It follows that, as Latham CJ said in Commissioner of Taxes (Queensland) v Camphin (1937) 57 CLR 127 (at 133) " ... it cannot properly be said that whenever a proprietary interest is created in return for a money payment the proprietary interest has been sold to the person in whom it becomes vested." For example, when an owner of land grants a lease, the lessee obtains a proprietary interest in the land, but the owner has not sold this personal property to the lessee, never having been the owner of it himself.
The respondents relied particularly upon two cases, being DKLR Holding Co (No 2) Pty Ltd v Commissioner of Stamp Duties (New South Wales) (1982) 149 CLR 431 and Emanuel (Rundle Mall) Pty Ltd v Commissioner of Stamps (1986) 41 SASR 122. DKLR, a decision of the High Court, would, of course, be determinative of this point if it were directly applicable. However, although there is in that case an important discussion of principles which may be relevant, Rundle Mall is more directly on point, and I turn first to consider it and a number of other cases concerning more closely analogous facts.
In Rundle Mall, the owners of the fee simple of certain land upon which a department store was erected transferred to the appellant the whole of their estates in fee simple in the land. However, the contract of sale pursuant to which the transfers were executed purported to except from the sale of the estates in fee simple numerous specified items which were plainly fixtures, including lifts, lift‑wells, escalators, toilets and associated plumbing. Those fixtures were to be enjoyed by the vendors as their exclusive property during the term of a 15‑year lease which Rundle Mall was to grant them, and they could be removed by the vendors at the vendors' option at the termination of the lease. The Full Court of the Supreme Court of South Australia held that the Commissioner of Stamps had been correct to include in the property transferred, for the purpose of stamp duty, the fixtures purportedly excepted from sale. The case is distinguishable from the present, in that it appears that the decision would have been maintainable on the basis that what was assessed to duty was the instrument of transfer, which operated to pass the estate in fee simple in the whole of the land. It was not to the point, on that analysis, that there was another instrument, the effect of which was to except, as between the parties, certain property from the transfer. In traditional stamp duty terms, whatever the whole of the underlying "transaction" might have been, the instrument on its face effected a transfer of the whole of the fee simple. That seems to have been an alternative basis upon which Jacobs J would have upheld the assessment. By contrast, in this case, on the analysis I prefer, the Sale Agreement purports to dispose of the Fixtures, not the interests in the "remainder of the land".
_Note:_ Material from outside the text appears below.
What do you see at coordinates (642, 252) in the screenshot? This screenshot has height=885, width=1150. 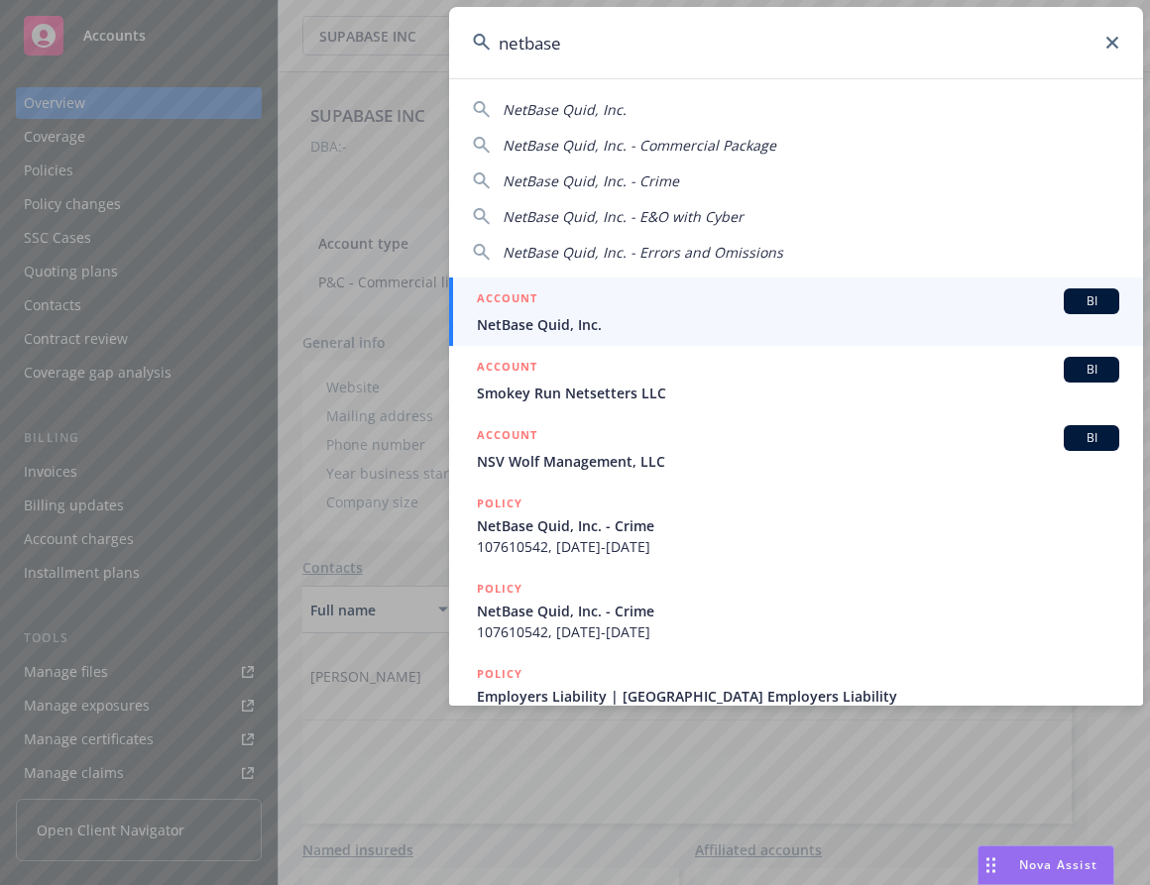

However, the reasons of the court in Rundle Mall were effectively those of Bollen J, with whom Jacobs J (with the additional observations to which I have referred) and Mohr J agreed. Bollen J noted that, as between the vendors and the appellant, the vendors retained a right to the fixtures which equity would recognise (at 126). Bollen J noted, and accepted, the observations of the primary judge that prior to the transfer the vendors owned the fixtures by virtue of ownership of the legal estate in the land and had no separate legal title to, or property in, the fixtures. They could not be trustees for themselves of the fixtures, and no equitable interest in the fixtures could arise in the vendors in favour of themselves, prior to settlement. The equitable interest, which his Honour accepted the vendors would have in protection of the fixtures, could only arise subsequent to the transfer (at 128). Bollen J referred also to the case of Standard Portland Cement Co Pty Ltd v Good [1982] 2 NSWLR 668. His Honour referred to it as "an unsatisfactory case" and noted that there was apparently no argument for the respondent in that case and that "[a] nice analysis of the purchaser's rights was not necessary". His Honour further noted that it was not a stamp duty case. He therefore concluded that "I do not think that the StandardPortland case helps" (at 131). His Honour then referred to a number of observations in DKLR which he considered to be of particular relevance and accepted the primary judge's assessment of the effect of DKLR upon the Rundle Mall case. That was to the effect that there could be no transfer of a bare legal estate in fee simple, so that, although the owner, when selling the fee simple, could reserve some equitable rights and interests in the land to himself, such equitable rights and interests would only be "reserved" as they would arise by way of regrant (at 135 ‑ 136). Bollen J concluded:
The value of the fixtures here must be included in the value of the property passing under the Memoranda of Transfer. These fixtures could have been "excluded out" by severing them from the building before the time for assessing stamp duty arrived. Perhaps they could have been excluded by the use of instruments other than those used here. But the Memoranda of Transfer each transferred in estate a fee simple in the land and the relevant certificates of title.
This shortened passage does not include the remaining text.